How Long Does a Microdiscectomy Last: Surgery to Recovery

A microdiscectomy typically takes 30 to 60 minutes of actual operating time. But if you’re asking how long the results last, about 84% of patients report good or excellent outcomes at an average of four years after surgery. Both questions come up frequently, so this article covers the full picture: the procedure itself, recovery timelines, and how durable the relief tends to be.

How Long the Surgery Takes

The surgery itself is quick. Most microdiscectomies are finished in under an hour. You’ll be under general anesthesia, though, and you’ll spend time in the recovery room being monitored afterward, so plan for the total experience to take about two hours from start to finish.

Many patients go home the same day. In the UK, the median hospital stay following lumbar decompression surgery is about 36 hours, but same-day discharge is increasingly common for patients who are otherwise healthy and have straightforward cases. Your surgical team will look at factors like your overall health, body weight, and whether this is your first spine surgery when deciding if you’re a candidate for same-day discharge.

When Pain Relief Kicks In

Leg pain, the symptom that drives most people to surgery, often improves immediately or within the first few days. In a study of 50 patients, the majority experienced complete resolution of their shooting leg pain within the first four weeks after surgery. About a third still had some lingering pain at the four-week mark, but only a small percentage (around 8%) took longer than six weeks to find relief.

Numbness and tingling follow a slower course. If you had significant sensory loss before surgery, that’s one of the strongest predictors of slower recovery. Nerve damage that shows up as numbness can take months to improve, and in some cases it doesn’t fully resolve. Pain relief is generally a more reliable outcome than restoration of sensation.

Some patients experience mild residual pain (scoring around 2 to 3 out of 10) for up to 12 to 24 months, even when the surgery is considered successful. This is worth knowing so you can set realistic expectations: “successful surgery” doesn’t always mean zero pain immediately.

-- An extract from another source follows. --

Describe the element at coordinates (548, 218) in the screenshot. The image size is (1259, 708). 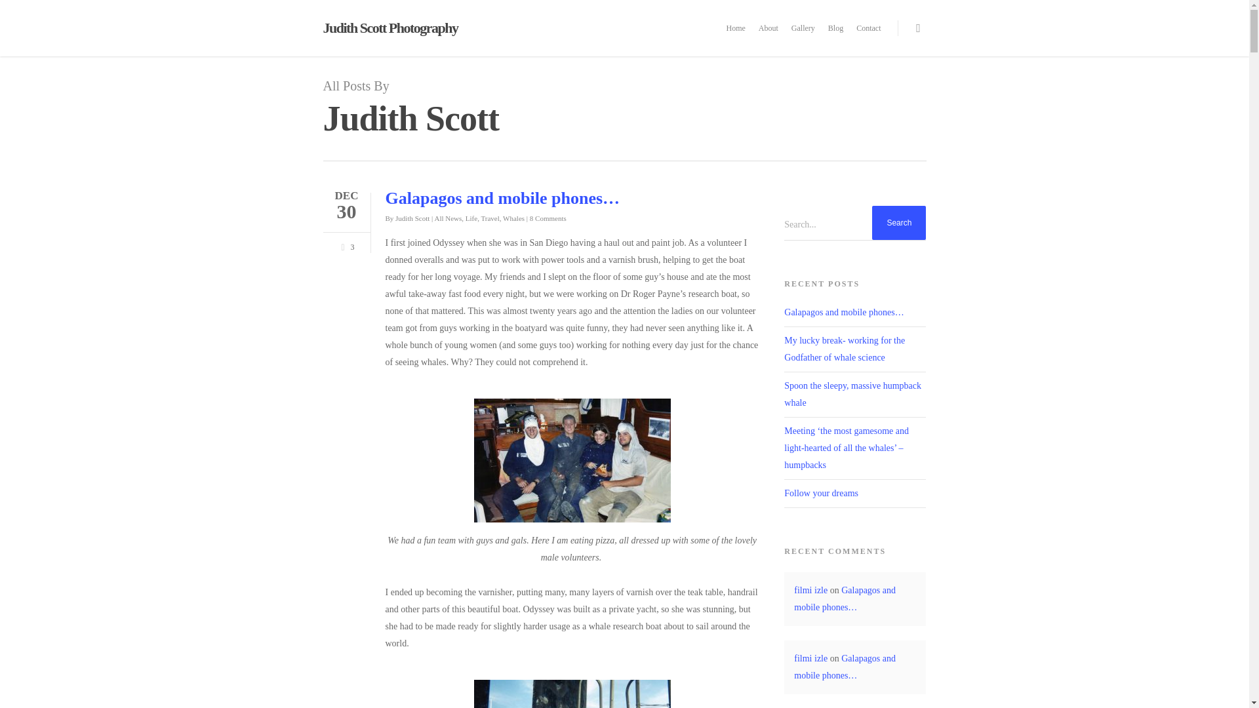
I see `8 Comments` at that location.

Recovery Milestones and Return to Work

The first month after surgery comes with specific restrictions. Standard post-operative guidelines advise avoiding bending, lifting, twisting, pulling, or pushing anything heavier than about 10 pounds for four weeks. You’ll also be told to limit sitting to 15 to 30 minutes at a time and avoid heavy household tasks like vacuuming or doing laundry. Strenuous sexual activity is typically off the table for the first two weeks.

Return-to-work timelines depend heavily on what your job involves:

  • Driving (off pain medications): about 1 week
  • Desk work or light clerical tasks: about 2 weeks
  • Medium-duty work (nursing, truck driving, forklift operation): about 6 weeks
  • Heavy manual labor (construction, bricklaying): about 8 weeks

For exercise, you can typically start low-impact activities like a stationary bike or elliptical around 4 weeks. Non-contact sports such as tennis or weightlifting are usually cleared at 8 weeks. Contact sports and high-risk activities like football or roller coasters are generally a 3-month wait.

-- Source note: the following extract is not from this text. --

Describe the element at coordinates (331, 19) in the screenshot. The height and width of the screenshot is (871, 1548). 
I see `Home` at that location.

Physical Therapy and Full Recovery

Most rehabilitation programs begin four to six weeks after surgery, which is the most commonly recommended starting point. Programs typically last 6 to 12 weeks, with an average duration of about 12 weeks. Starting physical therapy in that four-to-six-week window leads to a faster decrease in both pain and disability compared to skipping rehab or relying on education alone.

Full recovery, meaning you’ve reached your maximum improvement, generally takes somewhere between 3 and 12 months. Research tracking patients over three years found that differences in disability scores between patient groups essentially disappeared by the one-year mark, suggesting most healing plateaus around that time. By one year, most patients have reached a point of minimal disability regardless of how long they had symptoms before surgery.

How Long the Results Last

This is the question that matters most to people weighing surgery. An analysis of over 3,400 microdiscectomy patients found that 84% reported good or excellent results at an average follow-up of about four years. At the two-year mark specifically, studies consistently show success rates between 73% and 93%, depending on the patient population. One study tracking patients for five years found 95% still reporting good or excellent outcomes.

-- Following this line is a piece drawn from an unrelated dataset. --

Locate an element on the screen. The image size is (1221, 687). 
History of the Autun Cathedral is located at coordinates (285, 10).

The main threat to long-term success is re-herniation, where disc material pushes out again at the same level. Recurrence rates in the literature range from 5% to 24%. A large military study of over 3,300 patients found a same-level recurrence rate of about 23%, though only about 12% of the total group needed a second surgery. The military population skews younger and more physically active than average, which may partly explain the higher end of that range.

Re-herniation can happen months or years after the original surgery. There’s no guaranteed way to prevent it, but following your activity restrictions in the early weeks and building core strength through rehabilitation are the most practical steps you can take to protect the surgical result over time.